14. Robin Williams, House Of D (2004)
Robin Williams doesn’t really go “full retard” in David Duchovny’s terrible directorial debut, House Of D—he lets his gigantic prosthetic teeth do most of the acting for him. Sure, he makes frowny faces and says inappropriate things (like “I shaved my ass once” and “I have a huge penis”), but only those teeth really differentiate this from any other Williams performance. Okay, that’s a slight exaggeration, but like many intellectually challenged characters in movies, Williams only acts troubled when it’s convenient to the plot. And by the end of the movie—when he’s in both old-man makeup and those horrible teeth—he even gives a speech about the parlance of his affliction: “1984, some time in the spring, I went from retard to mentally handicapped. And then, in 1987-88, I went from handicapped to challenged. I changed again. I’m probably changing right now. Who knows what I’ll be next?” You’ll not be called to the awards show, Robin—critics hated this movie (the Boston Globe put it well: “Williams is absolutely sincere in the movie, and, thus, I can think of no better incentive to avoid it”) and it didn’t even make half of its $2 million budget back in theaters.

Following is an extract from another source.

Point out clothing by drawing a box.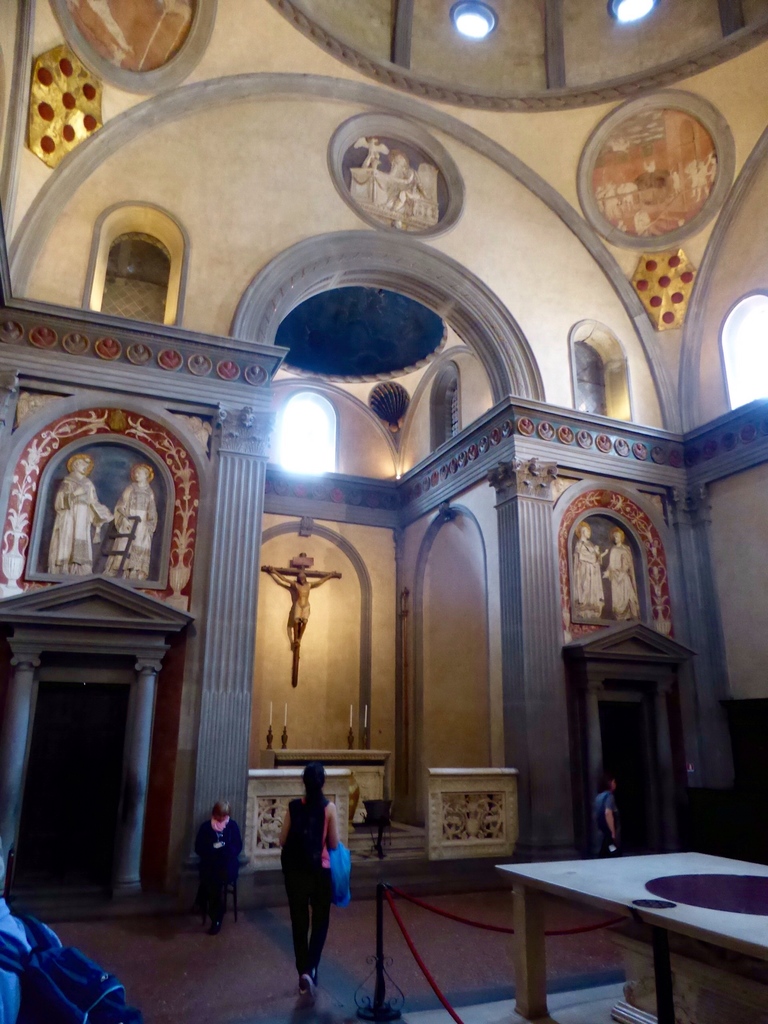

15. Kevin Bacon, Digging To China (1998)
What happens when a spirited young girl (Evan Rachel Wood, in her big-screen debut) makes fast friends with a grown man with intellectual disabilities? Chances are good that her mother, Mary Stuart Masterson, won’t like it one bit. But that won’t stop the little girl from learning life lessons—or lessons about how to mug like a madman—from Kevin Bacon, in a role so awards-grabby you can practically see his hand clutching an invisible Oscar the whole time. Sample emotion-heavy dialogue: “You like me now, but you’re gonna grow up! I’m not!”

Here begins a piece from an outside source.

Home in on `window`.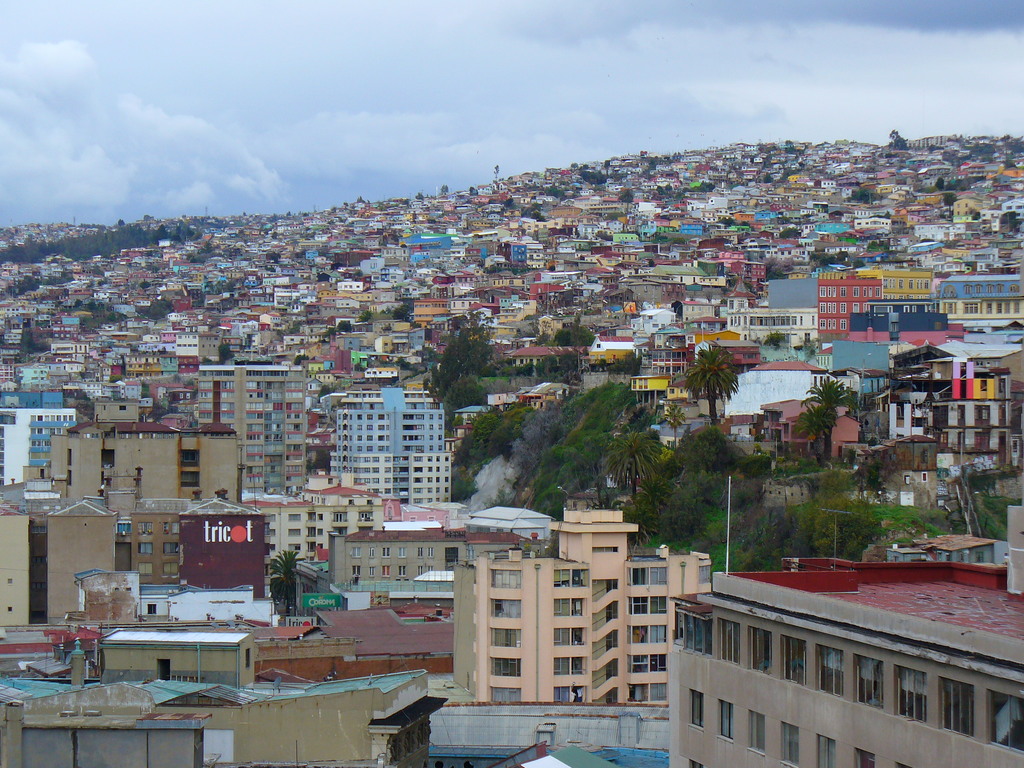
Homed in at BBox(629, 566, 673, 586).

16. Mel Gibson, Tim (1979)
If the gender roles were reversed in Mel Gibson’s first big starring role—as the title character in 1979’s Tim—it would play more like an episode of Australia’s Most Wanted than like a movie of the week. Gibson’s day laborer has a mild disability—one that makes him happy and eager and prone to wearing short-shorts (“I’m not the full quid—anyone’ll tell you that!”). When Piper Laurie hires him to do some yard work, romance naturally blossoms. First she teaches him to read, then later teaches him the ways of amour, or whatever they say in Australia. Strangely, everybody in Gibson’s family is pretty psyched for him to hook up with this prototypical cougar: Only she seems to be hesitant about getting together with him. Spoiler: They get married and have sex.
17. Kirstie Alley, Profoundly Normal (2003)
This made-for-TV movie does a couple of things right, which is unusual for the genre. It hits some complex emotional beats in the true story of a couple—Kirstie Alley and Delroy Lindo, both of whom have intellectual disabilities—and their struggle to get married and have a child, against the wishes of social workers. But while Lindo plays it pretty subtle, Alley goes way over the top, sounding stilted, practiced, and wrong. The movie also casts actors with real-life disabilities in supporting roles, which throws into sharp relief just how silly Alley sounds, including an affectation that makes it seem like she’s pretending to be deaf.